Abstract
According to the earliest Arabic sources, the mid-seventh century witnessed the permanent and complete subjugation of almost the entire ancient Iranian cultural world from Iraq to Sind. Recent research has shown, however, that this smooth-and-permanent-early-conquest tradition is, in fact, largely a wishful prettification of history rather than a description of historical fact, and also heavily influenced by ?Abbbsid-era Islamic conceptions of a centralized Sasanian state.
While this recent work has shed much light on the political and religious history of the northern and western Iranian lands, far less attention has been devoted to the political, military, and religious tension between Iranian relicts and the new Islamic order in the history of the Southeast, the area which today constitutes the heartland of Afghanistan. In fact, since Bosworth's trailblazing studies of forty years ago, nothing at all has been written about the ongoing wars of the S st?nt borderlands in early Islamic times.
The present study will address this lacuna by examining the role of the surviving ruling dynasties of Late Antiquity, known as the Zunb ls and K bul-Sh?hs, in the provinces of Zamsndfwar, Znbulist,n, and al-Rukhkhaj (Arachosia) throughout the early Islamic period, from the beginning of the Muslim conquests in the mid-seventh century until the political disintegration of the caliphate in the mid-ninth century and the reorganization of the eastern Islamic world under the daffdrids. In tracing the ongoing importance of these kingdoms, this study will show that the survival of these Late Antique relicts constituted the most salient religious and political fact of the south-eastern borderlands throughout the two centuries of transition to Islamic rule, and a crucial element in shaping the history of the entire Islamic world.
It will do so through the use of chronicles such as those of al-Ya qhbs and Khalafa b. Khayyd ; local histories including the Ttrrkh-i Scstdn, Marvaz?'s Tkr-khn?ma-yi Herat, and Zamchr ?sfiz?ra's Rawrat al-Jannat f? awssf-i mad?nat Her?t; conquest literature such as Baladhurr's Futon al-Buldtn; and the major geographical works.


### AIM OF THE TASK
Look for the word "interactable" in the entries and copy every line where it shows up.

### DATA FOR REVIEW
◇ ◇ ◇ ◇ ◇
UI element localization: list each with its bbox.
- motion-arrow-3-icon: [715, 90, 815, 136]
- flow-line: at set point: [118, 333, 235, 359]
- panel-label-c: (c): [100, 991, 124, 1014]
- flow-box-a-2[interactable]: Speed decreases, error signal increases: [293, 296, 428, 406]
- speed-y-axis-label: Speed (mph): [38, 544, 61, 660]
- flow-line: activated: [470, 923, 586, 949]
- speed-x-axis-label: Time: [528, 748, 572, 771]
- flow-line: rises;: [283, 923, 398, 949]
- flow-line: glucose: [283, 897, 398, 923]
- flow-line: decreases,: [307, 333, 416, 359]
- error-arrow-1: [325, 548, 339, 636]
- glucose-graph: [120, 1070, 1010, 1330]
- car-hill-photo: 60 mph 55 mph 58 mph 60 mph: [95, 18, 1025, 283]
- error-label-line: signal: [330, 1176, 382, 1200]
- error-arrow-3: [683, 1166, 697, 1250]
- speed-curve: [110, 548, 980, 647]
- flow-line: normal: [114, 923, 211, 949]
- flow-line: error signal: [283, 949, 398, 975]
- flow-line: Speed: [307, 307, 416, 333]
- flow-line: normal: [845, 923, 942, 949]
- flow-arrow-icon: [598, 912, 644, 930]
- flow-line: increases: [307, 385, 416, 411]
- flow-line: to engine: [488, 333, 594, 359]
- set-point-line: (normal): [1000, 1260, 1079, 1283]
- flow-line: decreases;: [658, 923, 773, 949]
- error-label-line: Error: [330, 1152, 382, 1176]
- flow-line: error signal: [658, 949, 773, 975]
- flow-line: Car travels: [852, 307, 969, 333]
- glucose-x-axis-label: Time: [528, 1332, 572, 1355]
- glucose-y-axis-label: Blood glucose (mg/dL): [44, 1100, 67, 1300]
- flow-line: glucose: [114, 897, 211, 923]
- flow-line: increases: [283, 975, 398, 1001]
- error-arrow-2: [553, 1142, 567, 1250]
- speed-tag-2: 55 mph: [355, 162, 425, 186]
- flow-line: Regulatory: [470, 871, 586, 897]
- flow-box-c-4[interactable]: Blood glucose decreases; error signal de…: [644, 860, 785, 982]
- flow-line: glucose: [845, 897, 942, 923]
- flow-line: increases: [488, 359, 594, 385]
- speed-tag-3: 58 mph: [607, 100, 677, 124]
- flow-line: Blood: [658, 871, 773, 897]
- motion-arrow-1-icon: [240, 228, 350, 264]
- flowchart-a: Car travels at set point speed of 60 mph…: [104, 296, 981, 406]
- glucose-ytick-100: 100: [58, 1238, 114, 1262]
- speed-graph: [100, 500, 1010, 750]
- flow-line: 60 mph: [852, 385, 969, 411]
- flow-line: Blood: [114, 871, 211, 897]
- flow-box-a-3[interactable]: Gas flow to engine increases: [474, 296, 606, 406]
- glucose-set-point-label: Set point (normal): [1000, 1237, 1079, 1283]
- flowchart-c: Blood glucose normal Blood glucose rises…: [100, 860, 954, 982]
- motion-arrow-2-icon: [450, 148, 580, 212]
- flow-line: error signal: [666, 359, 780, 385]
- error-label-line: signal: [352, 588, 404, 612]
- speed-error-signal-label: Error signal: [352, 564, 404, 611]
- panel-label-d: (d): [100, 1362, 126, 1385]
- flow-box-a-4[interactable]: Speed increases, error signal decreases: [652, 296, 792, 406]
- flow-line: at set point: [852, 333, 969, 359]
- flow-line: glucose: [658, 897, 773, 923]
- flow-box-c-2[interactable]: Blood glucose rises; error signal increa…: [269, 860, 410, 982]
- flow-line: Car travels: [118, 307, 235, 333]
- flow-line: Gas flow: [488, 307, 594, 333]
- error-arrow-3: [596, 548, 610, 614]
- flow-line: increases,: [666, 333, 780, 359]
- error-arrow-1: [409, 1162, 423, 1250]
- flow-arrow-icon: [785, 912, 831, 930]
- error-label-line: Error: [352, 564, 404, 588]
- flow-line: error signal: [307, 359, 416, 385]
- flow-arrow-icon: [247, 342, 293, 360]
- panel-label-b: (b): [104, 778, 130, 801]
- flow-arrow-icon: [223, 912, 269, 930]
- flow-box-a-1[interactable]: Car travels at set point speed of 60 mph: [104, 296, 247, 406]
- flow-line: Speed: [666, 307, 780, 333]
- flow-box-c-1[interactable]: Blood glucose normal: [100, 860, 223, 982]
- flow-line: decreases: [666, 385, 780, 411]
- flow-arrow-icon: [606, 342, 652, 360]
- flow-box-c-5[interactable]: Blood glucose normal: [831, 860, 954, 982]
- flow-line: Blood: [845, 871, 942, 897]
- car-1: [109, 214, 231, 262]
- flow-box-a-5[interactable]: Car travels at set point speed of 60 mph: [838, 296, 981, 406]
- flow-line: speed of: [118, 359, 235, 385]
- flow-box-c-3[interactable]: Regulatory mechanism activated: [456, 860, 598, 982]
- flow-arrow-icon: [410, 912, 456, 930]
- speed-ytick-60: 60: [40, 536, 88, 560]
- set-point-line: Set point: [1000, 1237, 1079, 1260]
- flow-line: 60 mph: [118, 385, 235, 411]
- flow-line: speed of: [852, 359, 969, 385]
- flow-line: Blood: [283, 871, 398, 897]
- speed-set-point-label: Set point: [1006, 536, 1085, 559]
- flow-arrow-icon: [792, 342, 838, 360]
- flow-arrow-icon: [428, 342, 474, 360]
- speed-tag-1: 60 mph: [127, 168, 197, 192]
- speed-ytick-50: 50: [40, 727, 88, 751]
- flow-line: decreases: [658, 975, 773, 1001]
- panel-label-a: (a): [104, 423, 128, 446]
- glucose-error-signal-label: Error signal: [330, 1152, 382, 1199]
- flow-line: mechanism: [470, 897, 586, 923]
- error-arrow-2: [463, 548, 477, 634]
◇ ◇ ◇ ◇ ◇
### ANSWER FOR THIS EXERCISE
- flow-box-a-2[interactable]: Speed decreases, error signal increases: [293, 296, 428, 406]
- flow-box-c-4[interactable]: Blood glucose decreases; error signal de…: [644, 860, 785, 982]
- flow-box-a-3[interactable]: Gas flow to engine increases: [474, 296, 606, 406]
- flow-box-a-4[interactable]: Speed increases, error signal decreases: [652, 296, 792, 406]
- flow-box-c-2[interactable]: Blood glucose rises; error signal increa…: [269, 860, 410, 982]
- flow-box-a-1[interactable]: Car travels at set point speed of 60 mph: [104, 296, 247, 406]
- flow-box-c-1[interactable]: Blood glucose normal: [100, 860, 223, 982]
- flow-box-c-5[interactable]: Blood glucose normal: [831, 860, 954, 982]
- flow-box-a-5[interactable]: Car travels at set point speed of 60 mph: [838, 296, 981, 406]
- flow-box-c-3[interactable]: Regulatory mechanism activated: [456, 860, 598, 982]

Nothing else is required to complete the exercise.